Teachers vs homeschoolers. Must we fight?

 
 

Since I was at least pre-teen my life aspiration was to work in the area of history. Eventually this shaped into potentially becoming an historian, researcher, consultant, author, uni lecturer, and perhaps even an archivist. I had only 2 brief sojourns from this path, one when I was 7 and declared that I wanted to be a teacher like my mother, and the other more serious lapse of judgement when I was 16 and in year 11 and decided that forensic pathology was the way to go. Why I thought that my artsy brain could suddenly cope with chemistry and maths I have no idea, but I was under the influence of watching the popular CSI TV series and had this idea that cutting up dead bodies might be fun. Failing exams allows one to regain perspective and I’ve been back on course ever since, doing an undergraduate and then several post graduate studies in the area of history.

            Now, you might be wondering what on earth my curricula vitae has to do with teaching and I’ll tell you now: absolutely nothing. Besides that moment when I was 7 I have never had a desire to be a teacher. None. Even when I realised that the most rational career option after studying history at university would be to become a history teacher, my brain refused to allow me to even consider that prospect. It was taboo. Why not become a teacher? Perhaps it’s because my mother was a teacher (some would say still is, as once you’re a teacher you never stop being one) and I saw how hard she worked. Perhaps it’s because I disliked the idea of being around little children, or even bigger children. Perhaps it’s because I have this ingrained dislike/borderline PTSD of the school system thanks to my own experience and fear that being a teacher would be no different to being a student. Perhaps I simply fear meeting students who are like was. Interestingly enough, my sister became a teacher, my brother became a teacher, my brother’s wife became a teacher, and for goodness sake even my husband became a teacher! But me? I was NOT becoming a teacher.

            Alas, God has a sense of humour. An annoying one. Becoming a homeschooler, as per His instructions, means that I have essentially become a teacher. Drat. But worse still, I don’t even get all the perks. As a homeschooler I don’t:

a) get paid (or any superannuation),

b) get holidays,

c) get training,

d) have any guidance or help,

e) have any actual qualifications or experience to draw from,

f) have no idea whatsoever as to what I’ll do once my children have finished their schooling because I’ll have been out of the workforce for 14 years and all of my qualifications are nullified.

We’re essentially unpaid teachers who have to figure everything out the hard way as we go along and only ever get to use a lesson plan once (what a waste of energy!). Not exactly an advertisement for homeschooling.

            Meanwhile conversations can become a tad awkward at family gatherings, because while everyone else is professionally trained to be a teacher, I had the audacity to remove my kids from school and teach them myself. Obviously my husband was all for this idea, but my siblings… not so much. And in a way they have a point: they did x number of years at university studying pedagogy and behaviours and classroom management, and they worked hard and sacrificed a lot in order to get that qualification. It would be easy to think of me as undermining their experience and skill by declaring that I can do better.

            The thing is that I have no issues with teachers, my siblings included. I feel that teachers remain largely unrecognised for their dedication to their craft, and apart from a few exceptions, I very much appreciate what they do. Don’t forget – I married one! What I don’t appreciate is the system that they work within. I’m not anti-education, and in theory not even anti-school. I firmly believe that some children have a wonderful time at school. Other children might not have such a wonderful time there, but staying at home is the far worse option so send them anyway. My issue is that the school system is based on the ‘average child’, which makes total sense, but what happens when your child isn’t average? What happens if they struggle socially or academically? School suddenly becomes really hard. And too bad if they struggle in both areas! The vast majority of schools, as well as the vast majority of teachers (most because they don’t receive adequate training), cannot cope with children who lay outside the average, and since my children fall in these categories then I have stepped up and decided to educate them myself. Legally I have every right to do so, and logically it was better for my children that I take up this mantle, but it’s clearly far from the history path that I had planned in life.

            There are many reasons why people choose to homeschool, but for those teachers out there, thinking that we’re stepping on your turf, I want you to know that our decision is not meant to undermine your own career choice. In fact, it can’t as homeschooling is not ‘school at home’ – it’s actually very different to what you do in the classroom and doesn’t require half the skills that you have learned along the way. In essence, homeschooling is merely an extension of parenting, adding in education alongside character training and tying shoelaces and life skills and taxiing them to and from activities. We just add in learning to read and write along the way, much like people did for thousands of years before the school system was created and school attendance made compulsory. I never planned to become a teacher and the fact that I teach my own children does not negate the wonderful things that you do for those children whose parents cannot/will not/should not homeschool. In saying that God has a sense of humour, so does my mother, who laughs as she rubs it in that ‘she always knew I’d be a teacher, like her’. Thanks, Mum. That makes me feel better. (Not).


What the task requires
Write out each record exactly as given, but do not include the pictures.

Data
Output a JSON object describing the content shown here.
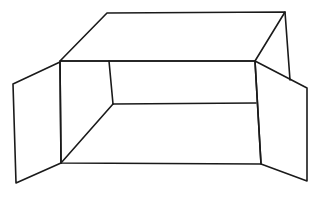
{
  "figure": {
    "subject": "open-box-line-drawing",
    "stroke_color": "#1a1a1a",
    "background": "#ffffff",
    "stroke_width": 1.6,
    "parts": {
      "top_face": [
        [
          107,
          13
        ],
        [
          285,
          12
        ],
        [
          255,
          61
        ],
        [
          60,
          61
        ]
      ],
      "back_right_edge": [
        [
          285,
          12
        ],
        [
          290,
          80
        ]
      ],
      "front_opening": [
        [
          60,
          61
        ],
        [
          255,
          61
        ],
        [
          261,
          164
        ],
        [
          61,
          163
        ]
      ],
      "inner_back_wall_left_edge": [
        [
          109,
          61
        ],
        [
          113,
          104
        ]
      ],
      "inner_back_wall_bottom_edge": [
        [
          113,
          104
        ],
        [
          256,
          103
        ]
      ],
      "floor_left_diagonal": [
        [
          113,
          104
        ],
        [
          61,
          163
        ]
      ],
      "left_flap": [
        [
          60,
          62
        ],
        [
          13,
          84
        ],
        [
          16,
          183
        ],
        [
          61,
          163
        ]
      ],
      "right_flap": [
        [
          255,
          61
        ],
        [
          307,
          88
        ],
        [
          307,
          181
        ],
        [
          261,
          164
        ]
      ]
    }
  }
}
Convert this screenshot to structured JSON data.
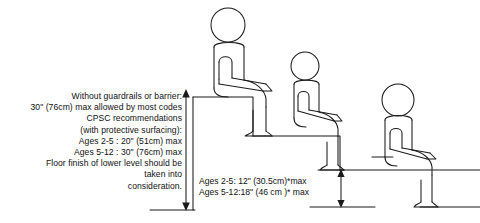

Solution to this task
Output a JSON object describing the content shown here.
{
  "figure": {
    "subject": "open-box-line-drawing",
    "stroke_color": "#1a1a1a",
    "background": "#ffffff",
    "stroke_width": 1.6,
    "parts": {
      "top_face": [
        [
          107,
          13
        ],
        [
          285,
          12
        ],
        [
          255,
          61
        ],
        [
          60,
          61
        ]
      ],
      "back_right_edge": [
        [
          285,
          12
        ],
        [
          290,
          80
        ]
      ],
      "front_opening": [
        [
          60,
          61
        ],
        [
          255,
          61
        ],
        [
          261,
          164
        ],
        [
          61,
          163
        ]
      ],
      "inner_back_wall_left_edge": [
        [
          109,
          61
        ],
        [
          113,
          104
        ]
      ],
      "inner_back_wall_bottom_edge": [
        [
          113,
          104
        ],
        [
          256,
          103
        ]
      ],
      "floor_left_diagonal": [
        [
          113,
          104
        ],
        [
          61,
          163
        ]
      ],
      "left_flap": [
        [
          60,
          62
        ],
        [
          13,
          84
        ],
        [
          16,
          183
        ],
        [
          61,
          163
        ]
      ],
      "right_flap": [
        [
          255,
          61
        ],
        [
          307,
          88
        ],
        [
          307,
          181
        ],
        [
          261,
          164
        ]
      ]
    }
  }
}
Convert this screenshot to structured JSON data.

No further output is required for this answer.